Go through the records below and report each line with "Email" in it.
++++++++
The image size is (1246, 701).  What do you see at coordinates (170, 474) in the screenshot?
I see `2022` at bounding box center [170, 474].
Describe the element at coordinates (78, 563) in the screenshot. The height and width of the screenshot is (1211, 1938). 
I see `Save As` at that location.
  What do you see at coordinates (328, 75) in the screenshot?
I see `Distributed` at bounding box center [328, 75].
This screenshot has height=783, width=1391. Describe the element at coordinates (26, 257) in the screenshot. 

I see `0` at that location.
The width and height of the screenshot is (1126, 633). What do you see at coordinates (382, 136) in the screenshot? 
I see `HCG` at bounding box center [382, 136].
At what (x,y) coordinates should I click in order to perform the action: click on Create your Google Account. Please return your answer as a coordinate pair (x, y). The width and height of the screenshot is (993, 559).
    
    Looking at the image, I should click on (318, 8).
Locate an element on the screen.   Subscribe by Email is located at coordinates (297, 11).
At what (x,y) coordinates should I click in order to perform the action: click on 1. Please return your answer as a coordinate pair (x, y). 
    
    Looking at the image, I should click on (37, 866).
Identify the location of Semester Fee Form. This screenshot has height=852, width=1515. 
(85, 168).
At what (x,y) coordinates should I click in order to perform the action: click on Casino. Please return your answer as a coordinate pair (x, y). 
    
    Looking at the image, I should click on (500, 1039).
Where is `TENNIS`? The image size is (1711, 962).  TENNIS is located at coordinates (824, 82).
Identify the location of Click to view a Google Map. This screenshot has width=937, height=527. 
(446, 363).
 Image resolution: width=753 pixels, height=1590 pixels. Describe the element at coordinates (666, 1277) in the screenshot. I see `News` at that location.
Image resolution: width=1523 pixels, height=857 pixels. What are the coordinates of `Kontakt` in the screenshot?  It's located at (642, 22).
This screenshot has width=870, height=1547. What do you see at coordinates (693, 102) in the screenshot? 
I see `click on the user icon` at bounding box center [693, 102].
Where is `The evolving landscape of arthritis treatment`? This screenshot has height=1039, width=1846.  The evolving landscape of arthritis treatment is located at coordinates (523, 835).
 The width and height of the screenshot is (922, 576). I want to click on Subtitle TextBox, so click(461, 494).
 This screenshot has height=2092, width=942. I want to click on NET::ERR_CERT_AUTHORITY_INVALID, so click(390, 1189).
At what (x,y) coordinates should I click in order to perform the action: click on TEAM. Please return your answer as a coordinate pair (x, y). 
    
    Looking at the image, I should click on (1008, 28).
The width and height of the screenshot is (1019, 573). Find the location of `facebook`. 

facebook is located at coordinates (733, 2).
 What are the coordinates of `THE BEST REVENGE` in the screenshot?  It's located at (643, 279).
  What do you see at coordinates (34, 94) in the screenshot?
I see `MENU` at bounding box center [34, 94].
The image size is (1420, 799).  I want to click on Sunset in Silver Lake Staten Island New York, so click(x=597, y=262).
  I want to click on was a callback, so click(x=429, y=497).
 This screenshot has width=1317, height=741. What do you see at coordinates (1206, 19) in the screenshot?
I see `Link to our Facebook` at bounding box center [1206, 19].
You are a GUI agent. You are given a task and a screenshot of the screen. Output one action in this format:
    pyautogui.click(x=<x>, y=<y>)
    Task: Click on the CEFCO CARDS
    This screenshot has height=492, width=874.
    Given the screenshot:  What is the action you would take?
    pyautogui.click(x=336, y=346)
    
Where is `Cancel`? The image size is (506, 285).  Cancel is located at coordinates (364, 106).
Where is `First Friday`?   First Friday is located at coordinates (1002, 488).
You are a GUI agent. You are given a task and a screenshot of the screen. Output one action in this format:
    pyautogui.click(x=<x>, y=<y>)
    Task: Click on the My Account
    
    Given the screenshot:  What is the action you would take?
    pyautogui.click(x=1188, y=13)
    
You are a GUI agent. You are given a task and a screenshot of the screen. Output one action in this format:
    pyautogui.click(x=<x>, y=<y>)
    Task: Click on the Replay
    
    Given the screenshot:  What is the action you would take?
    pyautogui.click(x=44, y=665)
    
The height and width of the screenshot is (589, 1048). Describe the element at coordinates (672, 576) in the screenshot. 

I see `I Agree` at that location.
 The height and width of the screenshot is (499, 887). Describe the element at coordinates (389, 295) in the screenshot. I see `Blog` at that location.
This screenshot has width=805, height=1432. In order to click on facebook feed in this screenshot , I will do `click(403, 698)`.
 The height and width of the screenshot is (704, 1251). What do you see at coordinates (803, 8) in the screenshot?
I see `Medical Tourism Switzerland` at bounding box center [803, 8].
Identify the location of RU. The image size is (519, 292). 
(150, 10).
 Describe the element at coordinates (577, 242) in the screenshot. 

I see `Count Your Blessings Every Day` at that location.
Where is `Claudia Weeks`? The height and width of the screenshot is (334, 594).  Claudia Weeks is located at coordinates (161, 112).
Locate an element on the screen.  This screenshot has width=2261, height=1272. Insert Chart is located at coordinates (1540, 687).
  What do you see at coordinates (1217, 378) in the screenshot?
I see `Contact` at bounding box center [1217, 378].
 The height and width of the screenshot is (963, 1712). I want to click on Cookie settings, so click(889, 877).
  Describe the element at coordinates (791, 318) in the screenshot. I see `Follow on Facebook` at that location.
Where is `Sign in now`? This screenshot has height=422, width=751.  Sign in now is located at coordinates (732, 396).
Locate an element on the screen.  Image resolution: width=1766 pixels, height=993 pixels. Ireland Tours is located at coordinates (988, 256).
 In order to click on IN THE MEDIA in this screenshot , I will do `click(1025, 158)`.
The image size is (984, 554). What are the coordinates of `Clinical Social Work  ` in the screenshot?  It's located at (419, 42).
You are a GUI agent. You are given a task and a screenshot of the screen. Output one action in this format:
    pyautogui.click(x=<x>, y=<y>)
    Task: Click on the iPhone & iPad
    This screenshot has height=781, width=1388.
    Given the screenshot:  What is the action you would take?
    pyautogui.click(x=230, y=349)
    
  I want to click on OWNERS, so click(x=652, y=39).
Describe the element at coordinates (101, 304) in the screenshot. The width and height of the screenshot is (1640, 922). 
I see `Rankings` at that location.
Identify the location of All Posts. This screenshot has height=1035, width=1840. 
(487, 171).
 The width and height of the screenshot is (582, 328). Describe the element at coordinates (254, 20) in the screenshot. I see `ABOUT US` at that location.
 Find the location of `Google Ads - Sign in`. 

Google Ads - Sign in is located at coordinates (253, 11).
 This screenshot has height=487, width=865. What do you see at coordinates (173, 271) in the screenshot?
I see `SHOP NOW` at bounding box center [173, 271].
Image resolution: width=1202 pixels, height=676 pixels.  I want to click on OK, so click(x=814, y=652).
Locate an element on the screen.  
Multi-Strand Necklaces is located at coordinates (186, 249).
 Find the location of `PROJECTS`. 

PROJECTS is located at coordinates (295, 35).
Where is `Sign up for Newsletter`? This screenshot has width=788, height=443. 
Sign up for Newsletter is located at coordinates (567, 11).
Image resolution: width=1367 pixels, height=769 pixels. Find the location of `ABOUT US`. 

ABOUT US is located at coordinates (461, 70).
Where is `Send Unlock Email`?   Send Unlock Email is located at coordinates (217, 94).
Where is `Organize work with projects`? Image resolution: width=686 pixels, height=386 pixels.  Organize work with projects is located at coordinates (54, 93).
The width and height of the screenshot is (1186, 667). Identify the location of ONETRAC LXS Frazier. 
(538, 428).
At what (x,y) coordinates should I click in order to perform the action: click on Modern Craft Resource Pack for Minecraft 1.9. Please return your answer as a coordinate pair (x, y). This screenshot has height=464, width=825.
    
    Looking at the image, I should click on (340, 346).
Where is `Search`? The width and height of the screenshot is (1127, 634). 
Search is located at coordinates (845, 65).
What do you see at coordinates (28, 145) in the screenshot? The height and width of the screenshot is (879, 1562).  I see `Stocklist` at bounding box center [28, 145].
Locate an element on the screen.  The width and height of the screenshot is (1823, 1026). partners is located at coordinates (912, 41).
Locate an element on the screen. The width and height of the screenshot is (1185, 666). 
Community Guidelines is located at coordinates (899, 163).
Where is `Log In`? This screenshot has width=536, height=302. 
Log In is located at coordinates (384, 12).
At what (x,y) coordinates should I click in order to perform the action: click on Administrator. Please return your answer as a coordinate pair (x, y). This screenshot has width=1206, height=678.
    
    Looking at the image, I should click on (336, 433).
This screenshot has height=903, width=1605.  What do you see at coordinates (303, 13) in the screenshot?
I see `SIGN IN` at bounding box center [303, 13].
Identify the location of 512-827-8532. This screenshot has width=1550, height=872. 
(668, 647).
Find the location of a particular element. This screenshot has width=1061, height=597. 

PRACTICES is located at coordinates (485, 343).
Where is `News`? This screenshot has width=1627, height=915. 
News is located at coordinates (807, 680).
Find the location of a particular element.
++++++++
• _RESULT FOR THIS TASK_
Locate an element on the screen.   Subscribe by Email is located at coordinates (297, 11).
Where is `Send Unlock Email`?   Send Unlock Email is located at coordinates (217, 94).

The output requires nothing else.